Year 3 share their Guided Inquiry experience with their parents

Last Friday afternoon two classes of excited Year 3 students came to the IRC with their parents to show them their work. After the teachers spoke of how the Guided Inquiry process had worked for them in practice, some of the students’ Vokis were demonstrated on the whiteboard. The parents then spent time with their child looking at their bookwork, their PowerPoints and their Vokis.

The students had used the Guided Inquiry process, with Teacher Librarian support, to investigate their personally selected aspect of the human body. Besides learning about the Human Body they also learned a lot of reading skills, writing skills, thinking skills and ICT skills.

Books were the main source of information as our IRC collection has so many good books suitable for this age group. The students read a lot about the human body before selecting their favourite aspect to study. Writing their own questions was a lot of fun and some fabulous ideas emerged!

The practical science experiments for this unit were also suggested and created by the students!

Finally after they had investigated and written answers to their questions, they made a PowerPoint to teach the other students about their work. Then, for fun, they made a Voki summary. This also incidentally taught them a lot about spelling and punctuation as they tried to make their computer generated avatars ‘speak’ their presentations.

Cardboard projects of the past cannot be compared to this exciting learning process!

IMG_9758

IMG_9776

 

Critical Thinking Skills – Evaluating information under the surface

This series of video clips by technyou were funded by the Australian Government Department of Innovation, Industry, Science and Research.

Training to think critically can be carried out through the integration of Information Skills across the curriculum. The Teacher Librarian plays a major role in enabling this by teaching collaboratively with teachers across curriculum areas and integrating critical thinking skills into the synthesis of information to build new arguments and knowledge to share creatively.

Critical Thinking Part 1: A Valuable Argument

Critical Thinking Part 2 : Broken Logic

Critical Thinking Part 3 : The Man who was Made of Straw

Critical Thinking Part 4 : Getting Personal

Critical Thinking Part 5 : The Gambler’s Fallacy

Critical Thinking Part 6 : A Precautionary Tale

Transit of Venus in the IRC

Due to Sydney’s cloud cover, only a few students were able to view this event when their Science teacher, on the ready with special glasses, allowed them to rush outside during short breaks in the cloud.

In the IRC at lunchtime we watched short videos about the Transit of Venus, a simulcast of the event and finally some live footage.

We are very grateful to Paul Floyd’s blog nightskyonline that contained these videos as well as links to live coverage.

Learning through Play – Play dough Circuits

Playing with Play dough can be turned into a science lesson for the very young. In her TED talk, AnnMarie Thomas describes how to make a circuit using the normal Play dough recipe containing salt then adding into the ‘game’ some playdough made with sugar.

“Play dough can be used to demonstrate electrical properties — by lighting up LEDs, spinning motors, and turning little kids into circuit designers.”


_Description of the task_
Would you mind restating all of the records word for word, skipping the pictures?

_Recorded data_
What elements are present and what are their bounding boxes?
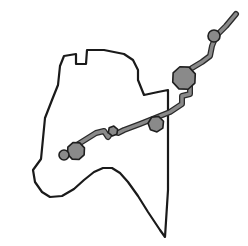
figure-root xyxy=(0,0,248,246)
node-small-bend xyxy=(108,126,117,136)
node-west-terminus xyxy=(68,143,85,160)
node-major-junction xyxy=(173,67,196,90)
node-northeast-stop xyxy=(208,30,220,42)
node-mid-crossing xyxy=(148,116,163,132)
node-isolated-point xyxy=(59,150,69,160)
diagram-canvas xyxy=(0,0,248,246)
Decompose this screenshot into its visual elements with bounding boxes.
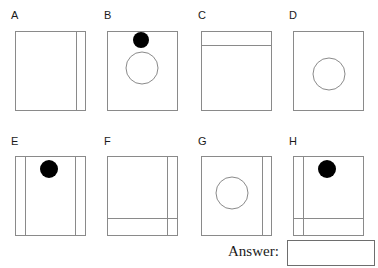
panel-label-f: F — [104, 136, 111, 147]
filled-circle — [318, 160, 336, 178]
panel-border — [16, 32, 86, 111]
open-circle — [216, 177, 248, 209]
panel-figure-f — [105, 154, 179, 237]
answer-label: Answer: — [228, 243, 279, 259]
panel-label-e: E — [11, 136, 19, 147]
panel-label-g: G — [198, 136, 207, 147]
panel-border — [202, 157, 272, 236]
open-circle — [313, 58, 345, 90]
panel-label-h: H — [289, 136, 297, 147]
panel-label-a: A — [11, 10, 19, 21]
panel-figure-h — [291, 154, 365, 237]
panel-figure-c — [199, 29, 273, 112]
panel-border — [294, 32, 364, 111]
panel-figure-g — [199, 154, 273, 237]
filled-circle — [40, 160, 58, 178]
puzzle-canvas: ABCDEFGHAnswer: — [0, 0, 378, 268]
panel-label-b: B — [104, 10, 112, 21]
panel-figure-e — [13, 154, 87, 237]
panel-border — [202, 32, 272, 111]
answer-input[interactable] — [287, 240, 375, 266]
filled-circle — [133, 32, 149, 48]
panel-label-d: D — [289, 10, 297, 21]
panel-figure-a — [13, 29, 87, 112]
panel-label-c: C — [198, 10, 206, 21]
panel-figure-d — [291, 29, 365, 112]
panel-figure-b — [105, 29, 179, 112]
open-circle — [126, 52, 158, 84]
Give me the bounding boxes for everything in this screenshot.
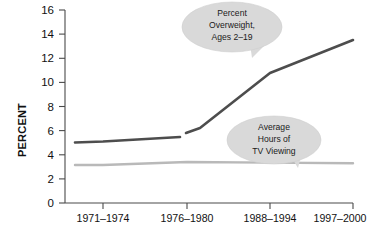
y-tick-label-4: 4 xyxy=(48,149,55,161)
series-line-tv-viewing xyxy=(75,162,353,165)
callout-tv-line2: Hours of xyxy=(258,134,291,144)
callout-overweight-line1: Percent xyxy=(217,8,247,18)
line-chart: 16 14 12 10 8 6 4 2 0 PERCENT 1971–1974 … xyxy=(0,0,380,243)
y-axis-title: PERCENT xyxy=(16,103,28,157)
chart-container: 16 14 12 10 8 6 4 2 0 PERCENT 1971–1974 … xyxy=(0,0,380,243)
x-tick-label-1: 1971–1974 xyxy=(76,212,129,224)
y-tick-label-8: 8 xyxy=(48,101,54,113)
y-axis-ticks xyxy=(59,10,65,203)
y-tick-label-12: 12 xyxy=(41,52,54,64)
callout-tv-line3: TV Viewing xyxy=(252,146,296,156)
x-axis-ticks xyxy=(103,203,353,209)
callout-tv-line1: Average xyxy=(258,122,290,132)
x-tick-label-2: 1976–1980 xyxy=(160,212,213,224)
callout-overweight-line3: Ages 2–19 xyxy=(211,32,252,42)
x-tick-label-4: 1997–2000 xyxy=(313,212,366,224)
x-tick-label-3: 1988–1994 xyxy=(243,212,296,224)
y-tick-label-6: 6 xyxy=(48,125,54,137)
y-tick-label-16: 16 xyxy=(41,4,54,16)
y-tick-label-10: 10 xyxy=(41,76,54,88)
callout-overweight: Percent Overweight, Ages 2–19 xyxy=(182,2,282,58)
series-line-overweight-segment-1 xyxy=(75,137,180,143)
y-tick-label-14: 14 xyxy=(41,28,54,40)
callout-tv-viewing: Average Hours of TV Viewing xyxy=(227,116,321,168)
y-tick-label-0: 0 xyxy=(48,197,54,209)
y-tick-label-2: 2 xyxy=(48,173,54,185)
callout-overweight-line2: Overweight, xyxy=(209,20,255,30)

_Your response_
What elements are present and what are their bounding boxes?
figure-root xyxy=(0,0,248,246)
node-small-bend xyxy=(108,126,117,136)
node-west-terminus xyxy=(68,143,85,160)
node-major-junction xyxy=(173,67,196,90)
node-northeast-stop xyxy=(208,30,220,42)
node-mid-crossing xyxy=(148,116,163,132)
node-isolated-point xyxy=(59,150,69,160)
diagram-canvas xyxy=(0,0,248,246)
Decompose this screenshot into its visual elements with bounding boxes.
panel-label-f: F — [104, 136, 111, 147]
filled-circle — [318, 160, 336, 178]
panel-border — [16, 32, 86, 111]
open-circle — [216, 177, 248, 209]
panel-figure-f — [105, 154, 179, 237]
answer-label: Answer: — [228, 243, 279, 259]
panel-label-e: E — [11, 136, 19, 147]
panel-label-g: G — [198, 136, 207, 147]
panel-border — [202, 157, 272, 236]
open-circle — [313, 58, 345, 90]
panel-label-h: H — [289, 136, 297, 147]
panel-label-a: A — [11, 10, 19, 21]
panel-figure-h — [291, 154, 365, 237]
panel-figure-c — [199, 29, 273, 112]
panel-border — [294, 32, 364, 111]
panel-figure-g — [199, 154, 273, 237]
filled-circle — [40, 160, 58, 178]
puzzle-canvas: ABCDEFGHAnswer: — [0, 0, 378, 268]
panel-label-b: B — [104, 10, 112, 21]
panel-figure-e — [13, 154, 87, 237]
panel-border — [202, 32, 272, 111]
answer-input[interactable] — [287, 240, 375, 266]
filled-circle — [133, 32, 149, 48]
panel-label-d: D — [289, 10, 297, 21]
panel-figure-a — [13, 29, 87, 112]
panel-label-c: C — [198, 10, 206, 21]
panel-figure-d — [291, 29, 365, 112]
panel-figure-b — [105, 29, 179, 112]
open-circle — [126, 52, 158, 84]
Give me the bounding boxes for everything in this screenshot.
y-tick-label-4: 4 xyxy=(48,149,55,161)
series-line-tv-viewing xyxy=(75,162,353,165)
callout-tv-line2: Hours of xyxy=(258,134,291,144)
callout-overweight-line1: Percent xyxy=(217,8,247,18)
line-chart: 16 14 12 10 8 6 4 2 0 PERCENT 1971–1974 … xyxy=(0,0,380,243)
y-axis-title: PERCENT xyxy=(16,103,28,157)
chart-container: 16 14 12 10 8 6 4 2 0 PERCENT 1971–1974 … xyxy=(0,0,380,243)
x-tick-label-1: 1971–1974 xyxy=(76,212,129,224)
y-tick-label-8: 8 xyxy=(48,101,54,113)
y-axis-ticks xyxy=(59,10,65,203)
y-tick-label-12: 12 xyxy=(41,52,54,64)
callout-tv-line3: TV Viewing xyxy=(252,146,296,156)
x-axis-ticks xyxy=(103,203,353,209)
callout-tv-line1: Average xyxy=(258,122,290,132)
x-tick-label-2: 1976–1980 xyxy=(160,212,213,224)
callout-overweight-line3: Ages 2–19 xyxy=(211,32,252,42)
x-tick-label-4: 1997–2000 xyxy=(313,212,366,224)
x-tick-label-3: 1988–1994 xyxy=(243,212,296,224)
y-tick-label-6: 6 xyxy=(48,125,54,137)
y-tick-label-16: 16 xyxy=(41,4,54,16)
y-tick-label-10: 10 xyxy=(41,76,54,88)
callout-overweight: Percent Overweight, Ages 2–19 xyxy=(182,2,282,58)
series-line-overweight-segment-1 xyxy=(75,137,180,143)
y-tick-label-14: 14 xyxy=(41,28,54,40)
callout-tv-viewing: Average Hours of TV Viewing xyxy=(227,116,321,168)
y-tick-label-0: 0 xyxy=(48,197,54,209)
y-tick-label-2: 2 xyxy=(48,173,54,185)
callout-overweight-line2: Overweight, xyxy=(209,20,255,30)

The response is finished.